Hansen was born in Vernon Center, Minnesota and educated at the University of Minnesota, the University of Wisconsin–Madison, and Harvard University. At Wisconsin he studied under John R. Commons and engaged with the Progressive Era intellectual milieu, and at Harvard he completed graduate work that connected him with scholars from the American Economic Association, the National Bureau of Economic Research, and the broader network of Ivy League social science departments. His early academic formation intersected with debates at the Federal Reserve System, the Interwar period policy circles, and the rising prominence of institutional economics.
Hansen joined the faculty of Harvard University where he taught alongside figures from the Econometric Society, the Cowles Commission orbit, and the Brookings Institution community of scholars. He trained graduate students who later worked at the United States Department of Labor, the Council of Economic Advisers, and the World Bank. Hansen's research engaged with the analytical traditions of Alfred Marshall, Irving Fisher, and Arthur Pigou, while also responding to contemporary work by Keynes, Joseph Schumpeter, and John Hicks. He contributed to journals associated with the American Economic Association and participated in conferences at LSE and Cambridge University where debates about aggregate demand, monetary policy, and public debt were prominent.
During the Great Depression, Hansen emerged as a leading advocate for applying Keynesian economics to United States fiscal policy, influencing policymakers in the administrations of Franklin D. Roosevelt and advising committees connected to the New Deal. He testified before congressional committees and consulted with officials at the Treasury Department, the Federal Reserve Board, and the Works Progress Administration. Hansen argued for countercyclical fiscal measures, coordinated with proponents such as Eleanor Roosevelt's allies and economists in the Roosevelt Recession response. Post-World War II, he debated with Milton Friedman, Ludwig von Mises, and other critics about the role of monetary policy versus fiscal intervention, and his views informed discussions at the Bretton Woods Conference and within entities like the International Monetary Fund.

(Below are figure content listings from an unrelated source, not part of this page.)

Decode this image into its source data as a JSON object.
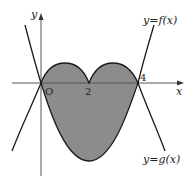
{
  "diagram": {
    "axes": {
      "x_label": "x",
      "y_label": "y",
      "origin_label": "O"
    },
    "ticks": [
      {
        "label": "2",
        "value": 2
      },
      {
        "label": "4",
        "value": 4
      }
    ],
    "curves": {
      "f_label": "y=f(x)",
      "g_label": "y=g(x)"
    },
    "region": {
      "description": "Shaded region enclosed between y=f(x) and y=g(x) from x=0 to x=4",
      "fill_color": "#8c8c8c"
    },
    "colors": {
      "curve": "#1a1a1a",
      "axis": "#555555",
      "background": "#ffffff"
    }
  }
}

Hansen authored influential books and articles including texts published by Harvard University Press that analyzed secular stagnation, investment dynamics, and income distribution. He synthesized ideas from Keynes, Harrod, and Kalecki to develop models emphasizing the limits to private investment and the necessity of public spending to maintain full employment. Hansen engaged with contemporary analytic tools from the Keynesian Revolution and critiqued assumptions in classical growth models associated with Robert Solow and Simon Kuznets. His secular stagnation thesis predicted prolonged low growth absent sufficient public and private investment, provoking responses from economists at MIT, Princeton University, and the University of Chicago.

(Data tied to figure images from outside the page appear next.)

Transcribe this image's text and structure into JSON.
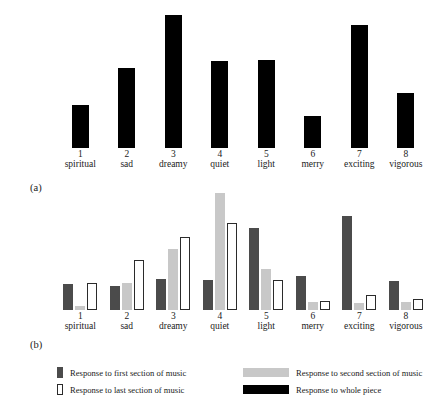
{
  "figure": {
    "panel_a_caption": "(a)",
    "panel_b_caption": "(b)"
  },
  "legend": {
    "items": [
      {
        "key": "first",
        "label": "Response to first section of music",
        "color": "#4b4b4b",
        "swatch": "narrow-filled"
      },
      {
        "key": "second",
        "label": "Response to second section of music",
        "color": "#c8c8c8",
        "swatch": "wide-filled"
      },
      {
        "key": "last",
        "label": "Response to last section of music",
        "color": "#ffffff",
        "swatch": "narrow-outline"
      },
      {
        "key": "whole",
        "label": "Response to whole piece",
        "color": "#000000",
        "swatch": "wide-filled"
      }
    ]
  },
  "chart_data": [
    {
      "id": "panel-a",
      "type": "bar",
      "title": "",
      "xlabel": "",
      "ylabel": "",
      "grid": false,
      "legend_position": "shared-bottom",
      "categories": [
        "1 spiritual",
        "2 sad",
        "3 dreamy",
        "4 quiet",
        "5 light",
        "6 merry",
        "7 exciting",
        "8 vigorous"
      ],
      "category_numbers": [
        "1",
        "2",
        "3",
        "4",
        "5",
        "6",
        "7",
        "8"
      ],
      "category_names": [
        "spiritual",
        "sad",
        "dreamy",
        "quiet",
        "light",
        "merry",
        "exciting",
        "vigorous"
      ],
      "series": [
        {
          "name": "Response to whole piece",
          "key": "whole",
          "color": "#000000",
          "values": [
            32,
            60,
            99,
            65,
            66,
            24,
            92,
            41
          ]
        }
      ],
      "ylim": [
        0,
        100
      ]
    },
    {
      "id": "panel-b",
      "type": "bar",
      "title": "",
      "xlabel": "",
      "ylabel": "",
      "grid": false,
      "legend_position": "shared-bottom",
      "categories": [
        "1 spiritual",
        "2 sad",
        "3 dreamy",
        "4 quiet",
        "5 light",
        "6 merry",
        "7 exciting",
        "8 vigorous"
      ],
      "category_numbers": [
        "1",
        "2",
        "3",
        "4",
        "5",
        "6",
        "7",
        "8"
      ],
      "category_names": [
        "spiritual",
        "sad",
        "dreamy",
        "quiet",
        "light",
        "merry",
        "exciting",
        "vigorous"
      ],
      "series": [
        {
          "name": "Response to first section of music",
          "key": "first",
          "color": "#4b4b4b",
          "values": [
            26,
            24,
            31,
            30,
            83,
            34,
            95,
            29
          ]
        },
        {
          "name": "Response to second section of music",
          "key": "second",
          "color": "#c8c8c8",
          "values": [
            4,
            27,
            62,
            118,
            41,
            8,
            7,
            8
          ]
        },
        {
          "name": "Response to last section of music",
          "key": "last",
          "color": "#ffffff",
          "values": [
            27,
            50,
            74,
            88,
            30,
            9,
            15,
            11
          ]
        }
      ],
      "ylim": [
        0,
        125
      ]
    }
  ]
}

In later life Hansen continued teaching at Harvard University and advising institutions including the United States Senate committees on economic policy, the Council of Economic Advisers, and international agencies such as the International Bank for Reconstruction and Development. His influence persisted in the shaping of 1950s fiscal frameworks, in debates over welfare state expansion, and in later revivals of interest in secular stagnation by scholars at Brookings Institution, Columbia University, and London School of Economics. Hansen's students and critics—spanning Paul Samuelson, James Tobin, Anna Schwartz, and Hyman Minsky—continued to debate his propositions, ensuring his place in histories authored by writers at the National Bureau of Economic Research, the American Academy of Arts and Sciences, and numerous university presses. His papers and correspondence are held in collections at Harvard University Library and used by researchers in contemporary discussions about investment, fiscal policy, and long-term growth.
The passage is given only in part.